Businesses typically can file claims for the ERC until April 15, 2025. But those extra months are raising concerns for a credit that has generated a staggering amount of misleading marketing, Werfel stated.
"A terrible scenario is unfolding that hurts everyone involved — except the promoters," he said at the IRS Nationwide Tax Forum. "We will work with Treasury to explore legislative solutions we can share with Congress to help address fraud and error, including potentially putting an earlier ending date for business to claim the credit" and increasing IRS oversight of tax preparers.
Over 2.5 million ERC claims have been filed for the credit, which was available from March 13, 2020, to Dec. 31, 2021. The IRS has cleared most of the backlog, with 99% of claims about three months old as of mid-July, Werfel said. This progress has helped move along refunds to businesses that made legitimate claims, he said.
The Augusta Rule
To understand the premise, you first have to understand the Augusta Rule. The August Rule is another name for an exclusion found in section 280A of the tax code. Under that section, if you rent your personal residence for fewer than 15 days, you do not report any of the rental income and do not deduct any expenses as rental expenses. However, if you rent your home for 15 days or more during the year, you would include all your rental income in your income.
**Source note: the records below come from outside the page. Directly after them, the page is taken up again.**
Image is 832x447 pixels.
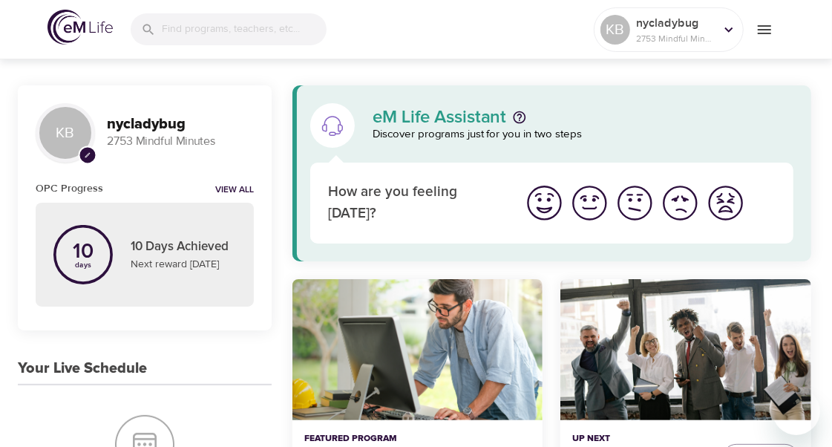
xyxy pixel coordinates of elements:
iframe: Button to launch messaging window [773,387,820,435]
input: Find programs, teachers, etc... [162,13,327,45]
p: 2753 Mindful Minutes [107,133,254,150]
img: worst [705,183,746,223]
button: I'm feeling great [522,180,567,226]
button: I'm feeling ok [612,180,658,226]
p: 2753 Mindful Minutes [636,32,715,45]
h3: Your Live Schedule [18,360,147,377]
p: 10 Days Achieved [131,238,236,257]
button: I'm feeling worst [703,180,748,226]
p: eM Life Assistant [373,108,507,126]
p: nycladybug [636,14,715,32]
h3: nycladybug [107,116,254,133]
p: Discover programs just for you in two steps [373,126,793,143]
p: Up Next [572,432,710,445]
div: KB [36,103,95,163]
img: bad [660,183,701,223]
img: ok [615,183,655,223]
div: KB [600,15,630,45]
p: How are you feeling [DATE]? [328,182,504,224]
button: I'm feeling good [567,180,612,226]
img: good [569,183,610,223]
button: Ten Short Everyday Mindfulness Practices [292,279,543,420]
p: days [73,262,94,268]
button: I'm feeling bad [658,180,703,226]
img: logo [48,10,113,45]
h6: OPC Progress [36,180,103,197]
p: Featured Program [304,432,531,445]
img: great [524,183,565,223]
button: menu [744,9,785,50]
a: View all notifications [215,184,254,197]
button: Mindful Daily [560,279,811,420]
p: Next reward [DATE] [131,257,236,272]
img: eM Life Assistant [321,114,344,137]
p: 10 [73,241,94,262]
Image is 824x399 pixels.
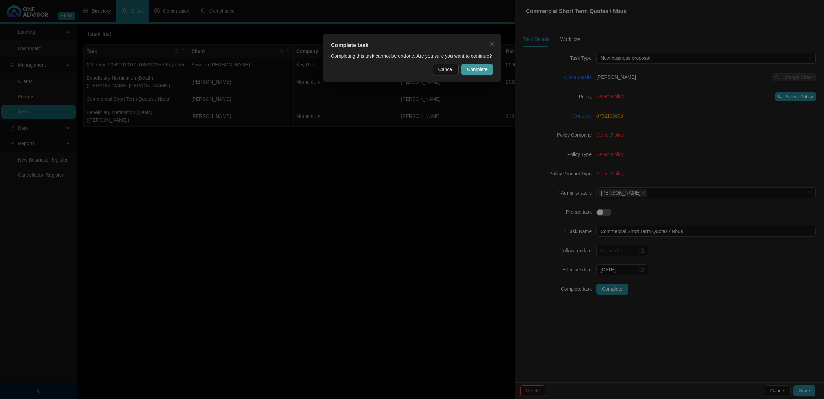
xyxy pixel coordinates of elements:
[433,64,459,75] button: Cancel
[331,52,493,60] div: Completing this task cannot be undone. Are you sure you want to continue?
[489,41,494,47] span: close
[461,64,493,75] button: Complete
[486,38,497,49] button: Close
[331,41,493,49] div: Complete task
[467,66,488,73] span: Complete
[438,66,453,73] span: Cancel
Private-Duty Nurses are Employees
The classification of workers can be a big deal from a tax viewpoint. If a worker is classified as an employee, the employer must withhold federal income tax and the employee’s half of Social Security and Medicare taxes (F**A). The employer must pay half of the F**A tax, the federal unemployment tax (FUTA) and must issue Form W-2 and W-3 for the wages and send a copy to the IRS.
If a worker qualifies as an independent contractor, the employer doesn’t have to worry about federal income tax withholding, F**A or FUTA.
Although there are no absolute rules for determining the status of workers, the IRS has established certain guidelines. Generally, workers don’t qualify as independent contractors if they perform services that are controlled by the employer. Independent contractors must operate independently. In the event the IRS contests a classification, however, an employer may be able to fall back on a special safe-harbor rule.
Section 530 relief: Under this provision, which refers to a section in a 1978 law, an employer is exempt from employment tax liability if it meets the following requirements:
The employer hasn't treated the worker as an employee for any period and doesn’t treat workers in similar positions as employees.
All federal returns that are required to be filed by the employer (including information returns) consistently treat the worker as an independent contractor.
The employer has a "reasonable basis" for not treating the worker as an employee. For example, the claim may be based on past cases or rulings, an IRS audit or the longstanding practice of a significant segment of the same industry.
A firm headquartered in Houston, Texas provided a group of nurses for private services in the homes of clients. The firm exercised significant control over the nurses. For instance, it supervised the nurses, set their work schedules, trained them, provided all of their supplies and paid insurance for them. The firm could fire these workers at will. Furthermore, the clients paid the firm directly for the nursing services—not to the nurses themselves.
When the firm treated some of the workers as independent contractors, rather than employees, the IRS disagreed. Ultimately, the Tax Court sided with the IRS based on the level of control exerted by the firm over the workers.
Alternatively, the firm tried to rely on Section 530 relief, but it didn’t measure up to the standards. The firm didn’t treat all workers in similar situations as independent contractors, nor did it file 1099s for the disputed workers. Finally, the Tax Court determined that it didn’t have a reasonable basis for treating the nurses as contractors instead of employees. Result: Section 530 relief was denied.